Aerial and explosive consumer fireworks are illegal statewide in Minnesota under Minn. Stat. Β§Β§624.20-624.25. Only non-aerial, non-explosive 'sparkling items' - wire/wood sparklers (up to 100 g of mixture), cone/tube fountains (up to 75 g per tube, 500 g total), snakes, smoke devices, and trick noisemakers - have been legal since the 2002 amendment to Β§624.20. Use is restricted to private property. Buyers must be 18+. Violations are misdemeanors with fines up to $3,000.
Minnesota fireworks law is found at Minn. Stat. Β§Β§624.20-624.25. The 2002 legislative amendment to Β§624.20 redefined 'fireworks' to exclude certain non-explosive, non-aerial items, effectively legalizing sparklers, ground-based fountains, snakes, smoke devices, and trick noisemakers. Specifically permitted under Β§624.20, subd. 1(c): wire or wood sparklers with not more than 100 grams of pyrotechnic mixture per item; cylindrical or cone fountains and other non-aerial, non-explosive 'sparkling items' with not more than 75 grams of pyrotechnic mixture per tube and 500 grams total per package; snakes and glow worms; smoke devices; and trick noisemakers (paper streamers, party poppers, snappers, drop pops with minimal explosive content). All other fireworks remain illegal: bottle rockets, firecrackers, Roman candles, skyrockets, missiles, mortars, parachutes, mines, shells, M-80s, cherry bombs, daygo bombs, chasers, and any device that explodes, detonates, deflagrates, or leaves the ground. Sale and possession of consumer fireworks is restricted to persons 18 and older, who must show photographic ID. Use is restricted to private property - public parks, streets, alleys, sidewalks, and school property are off-limits. Public fireworks displays require a permit issued under Minn. Stat. Β§624.22 by the local fire authority. Hennepin County cities (Minneapolis, Bloomington, Edina, etc.) may impose more restrictive ordinances and routinely ban all fireworks in city parks and during fire restrictions. Violations of Β§Β§624.20-624.25 are misdemeanors under Β§624.25. Fines can reach $3,000 depending on quantity and circumstances.
Sale, possession, or use of any aerial or explosive consumer fireworks (firecrackers, bottle rockets, Roman candles, skyrockets, mortars, etc.) is a misdemeanor under Minn. Stat. Β§624.25, with fines up to $3,000. Use of legal sparkling items on public property (streets, parks, sidewalks, schools) is also a misdemeanor. Sale to a minor is a separate misdemeanor under Β§624.21. Reckless use that causes a fire can lead to arson charges and full civil liability for fire suppression and property damage costs.
Hennepin County, MN
Hennepin County is fully incorporated - all 45 cities including Minneapolis enforce their own noise ordinances and the county does not have its own countywid...
Hennepin County, MN
Aircraft noise around Minneapolis-St. Paul International Airport is governed by federal FAA rules and the Metropolitan Airports Commission, with mitigation p...
Hennepin County, MN
Hennepin County has no countywide fence-height ordinance because all land is within an incorporated city; each of the 45 cities sets its own fence rules. In ...
Hennepin County, MN
Hennepin County has no county shed ordinance; the county is fully incorporated, so shed rules come from each city. The 2020 Minnesota Residential Code (MN Ru...
Hennepin County, MN
Hennepin County has no county-level carport ordinance because all parcels lie within incorporated cities. Each city regulates carports under its zoning code....
Hennepin County, MN
Hennepin County has no county-level zoning over garage conversions. Since 2012 every parcel sits inside an incorporated city, so each city's zoning code gove...
See how Hennepin County's fireworks rules stack up against other locations.
Help us keep this page accurate. If you notice an error or outdated information, let us know.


About this task: Could you reproduce all of these records exactly?
===== Dataset content =====
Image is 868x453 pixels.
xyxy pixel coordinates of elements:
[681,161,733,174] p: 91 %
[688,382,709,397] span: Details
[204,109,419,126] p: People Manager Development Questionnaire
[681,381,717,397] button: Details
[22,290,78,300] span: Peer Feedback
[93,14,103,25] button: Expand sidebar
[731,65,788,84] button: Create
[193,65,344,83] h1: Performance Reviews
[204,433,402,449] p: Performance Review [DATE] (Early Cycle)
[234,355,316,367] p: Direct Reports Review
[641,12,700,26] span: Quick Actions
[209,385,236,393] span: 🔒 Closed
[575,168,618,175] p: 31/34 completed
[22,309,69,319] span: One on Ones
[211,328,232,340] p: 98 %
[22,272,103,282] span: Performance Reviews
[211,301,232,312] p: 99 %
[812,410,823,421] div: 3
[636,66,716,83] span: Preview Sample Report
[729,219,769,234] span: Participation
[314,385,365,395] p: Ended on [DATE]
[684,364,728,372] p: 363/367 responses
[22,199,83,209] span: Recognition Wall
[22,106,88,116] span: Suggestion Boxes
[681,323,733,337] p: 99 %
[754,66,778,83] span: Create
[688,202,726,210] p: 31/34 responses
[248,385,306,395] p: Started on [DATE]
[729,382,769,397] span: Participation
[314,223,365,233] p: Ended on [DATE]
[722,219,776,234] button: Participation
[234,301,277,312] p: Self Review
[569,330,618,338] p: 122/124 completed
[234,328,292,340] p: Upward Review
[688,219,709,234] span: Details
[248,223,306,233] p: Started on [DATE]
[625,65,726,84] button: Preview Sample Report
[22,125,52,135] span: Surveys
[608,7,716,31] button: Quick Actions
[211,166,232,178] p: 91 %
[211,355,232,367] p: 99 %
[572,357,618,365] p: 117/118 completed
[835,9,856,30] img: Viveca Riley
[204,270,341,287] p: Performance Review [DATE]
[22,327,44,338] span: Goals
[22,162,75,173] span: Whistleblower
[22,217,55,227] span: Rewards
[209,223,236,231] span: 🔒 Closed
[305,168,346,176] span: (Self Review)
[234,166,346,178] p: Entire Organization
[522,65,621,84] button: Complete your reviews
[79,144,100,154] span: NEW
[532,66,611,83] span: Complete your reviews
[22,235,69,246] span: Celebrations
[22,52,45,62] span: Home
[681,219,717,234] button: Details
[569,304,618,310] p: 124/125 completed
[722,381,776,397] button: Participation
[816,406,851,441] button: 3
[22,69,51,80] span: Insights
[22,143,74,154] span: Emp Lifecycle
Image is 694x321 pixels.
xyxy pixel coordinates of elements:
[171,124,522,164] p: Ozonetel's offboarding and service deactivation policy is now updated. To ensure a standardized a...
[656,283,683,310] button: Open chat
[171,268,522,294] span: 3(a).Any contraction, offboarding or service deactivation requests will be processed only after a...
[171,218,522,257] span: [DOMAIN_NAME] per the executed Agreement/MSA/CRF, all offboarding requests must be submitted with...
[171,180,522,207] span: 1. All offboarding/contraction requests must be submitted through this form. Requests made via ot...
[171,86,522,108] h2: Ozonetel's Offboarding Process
=====
Solution:
Image is 868x453 pixels.
xyxy pixel coordinates of elements:
[681,161,733,174] p: 91 %
[688,382,709,397] span: Details
[204,109,419,126] p: People Manager Development Questionnaire
[681,381,717,397] button: Details
[22,290,78,300] span: Peer Feedback
[93,14,103,25] button: Expand sidebar
[731,65,788,84] button: Create
[193,65,344,83] h1: Performance Reviews
[204,433,402,449] p: Performance Review [DATE] (Early Cycle)
[234,355,316,367] p: Direct Reports Review
[641,12,700,26] span: Quick Actions
[209,385,236,393] span: 🔒 Closed
[575,168,618,175] p: 31/34 completed
[22,309,69,319] span: One on Ones
[211,328,232,340] p: 98 %
[22,272,103,282] span: Performance Reviews
[211,301,232,312] p: 99 %
[812,410,823,421] div: 3
[636,66,716,83] span: Preview Sample Report
[729,219,769,234] span: Participation
[314,385,365,395] p: Ended on [DATE]
[684,364,728,372] p: 363/367 responses
[22,199,83,209] span: Recognition Wall
[22,106,88,116] span: Suggestion Boxes
[681,323,733,337] p: 99 %
[754,66,778,83] span: Create
[688,202,726,210] p: 31/34 responses
[248,385,306,395] p: Started on [DATE]
[729,382,769,397] span: Participation
[314,223,365,233] p: Ended on [DATE]
[722,219,776,234] button: Participation
[234,301,277,312] p: Self Review
[569,330,618,338] p: 122/124 completed
[234,328,292,340] p: Upward Review
[688,219,709,234] span: Details
[248,223,306,233] p: Started on [DATE]
[625,65,726,84] button: Preview Sample Report
[22,125,52,135] span: Surveys
[608,7,716,31] button: Quick Actions
[211,166,232,178] p: 91 %
[211,355,232,367] p: 99 %
[572,357,618,365] p: 117/118 completed
[835,9,856,30] img: Viveca Riley
[204,270,341,287] p: Performance Review [DATE]
[22,327,44,338] span: Goals
[22,162,75,173] span: Whistleblower
[22,217,55,227] span: Rewards
[209,223,236,231] span: 🔒 Closed
[305,168,346,176] span: (Self Review)
[234,166,346,178] p: Entire Organization
[522,65,621,84] button: Complete your reviews
[79,144,100,154] span: NEW
[532,66,611,83] span: Complete your reviews
[22,235,69,246] span: Celebrations
[22,52,45,62] span: Home
[681,219,717,234] button: Details
[569,304,618,310] p: 124/125 completed
[722,381,776,397] button: Participation
[816,406,851,441] button: 3
[22,69,51,80] span: Insights
[22,143,74,154] span: Emp Lifecycle
Image is 694x321 pixels.
xyxy pixel coordinates of elements:
[171,124,522,164] p: Ozonetel's offboarding and service deactivation policy is now updated. To ensure a standardized a...
[656,283,683,310] button: Open chat
[171,268,522,294] span: 3(a).Any contraction, offboarding or service deactivation requests will be processed only after a...
[171,218,522,257] span: [DOMAIN_NAME] per the executed Agreement/MSA/CRF, all offboarding requests must be submitted with...
[171,180,522,207] span: 1. All offboarding/contraction requests must be submitted through this form. Requests made via ot...
[171,86,522,108] h2: Ozonetel's Offboarding Process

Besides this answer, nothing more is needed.